Smiling with a puckered mouth as if she held a secret, Estrella saw herself among the aisles, wearing yellow satin pumps—fancy shoes that had the bag and dress to match, her husband’s black fedora as an accent on her head, and behind her, waiting, a clerk whose arms were filled with boxes, calling her “Madame.”
The main cross-island road was seven miles away, and Estrella worked toward it at a slow but steady pace. From time to time, small herds of goats would trickle down the road or drip in ones and twos out of the dark encroaching woods, which at certain points would form a roof of shade.
Later, after she’d noticed that the goats were coming down the mountain in a heavy stream—groups of ten and twelve—she came upon a clump of leaning huts. To her mind they were the poorest homes she’d ever seen. They were made of cracked, ill-fitting timbers that had not been planed, and between some of the timbers there were spaces large enough to slip a hand.

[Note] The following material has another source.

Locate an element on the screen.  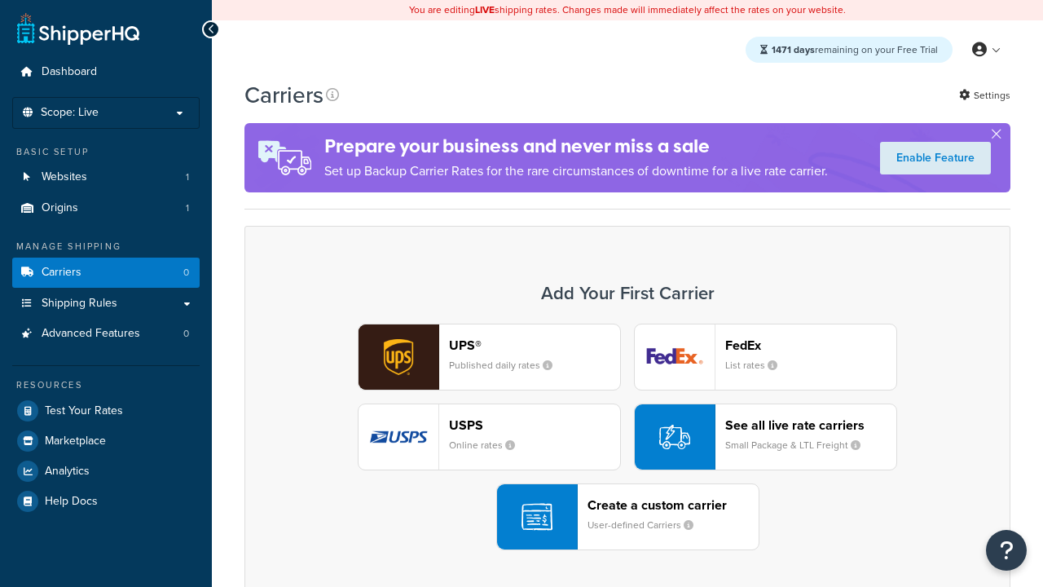
a: Websites 1 is located at coordinates (106, 177).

The shaggy huts were built on stilts to keep them level. With their brown walls and dry roofs they looked like herds of animals reduced to skin and bone by drought. In their shadows lingered clouds of little children, their heads as round and dark as lice.
As she looked, an old negrita standing in the shadow of a doorway wiped her hands against her dress, which was a flour sack, and asked her with a mouth that had collapsed against its gums, “You hungry, sweetheart? You want a little something?”
And in a moment of illumination, Estrella knew that these were not the poorest homes she’d ever seen. Her people in the cove had homes like these.
Looking at the dirt she hadn’t dusted from her clothes, her hands entangled in her fraying hair, feeling dust transforming into mud along her sweaty feet and shins, glancing as she passed the old negrita, Estrella held her basket and began to run again, her breathing dry and cracked with effort, like someone waking from nightmarish dreams.
She was at a height now where the intermittent grunts and groans of vehicles on the main cross-island road began to filter through the net of soft translucent sounds that caught and held the chirrups of the woods.